I am distressed by people who look at Jeff’s breakdown this past year as somehow being his fault…this strong, noble hearted man who never thought of himself these past decades spent in loving the destitute and poor of Africa. Some look at his body and think he must have chosen this path to brokenness by the things he ate or did not eat. When they look at him with that kind of judgment, it breaks my heart because they fail to see the great heart of a warrior, God’s warrior who spent the best years of his life offering compassion and presence to broken people.

This past year we’ve seen him raging against the devastation of his dreams and his own broken health. He did not choose to leave Africa. I dragged him off that Dark Continent to try to preserve him alive before we buried him there as he wanted.

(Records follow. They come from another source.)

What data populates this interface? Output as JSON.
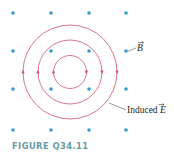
{
  "figure": {
    "caption": "FIGURE Q34.11",
    "field_label": "B",
    "field_label_vector": true,
    "induced_label": "Induced E",
    "induced_label_prefix": "Induced ",
    "induced_label_symbol": "E",
    "colors": {
      "dot": "#3a9ad9",
      "loop": "#d0546e",
      "caption": "#6a9aa6",
      "leader": "#555555"
    },
    "dots": {
      "cols_x": [
        13,
        51,
        89,
        126
      ],
      "rows_y": [
        13,
        51,
        89,
        130
      ]
    },
    "loops": {
      "center": [
        70,
        72
      ],
      "radii": [
        16.5,
        32,
        47
      ],
      "circulation": "clockwise"
    }
  }
}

Now we are turning a corner, hoping for renewed vision and life even as he continues to wrestle with his personal demons of PTSD and diabetes resulting from his Vietnam service with the Marine Corps over forty years ago which have so colored our lives all these decades.

Personally, I am taking Philippians 3:12-14 as my theme for 2011 pressing on, don’tcha know, as I trust God still has more life in store for us.

I am profoundly grateful for the great adventure life has been to this point.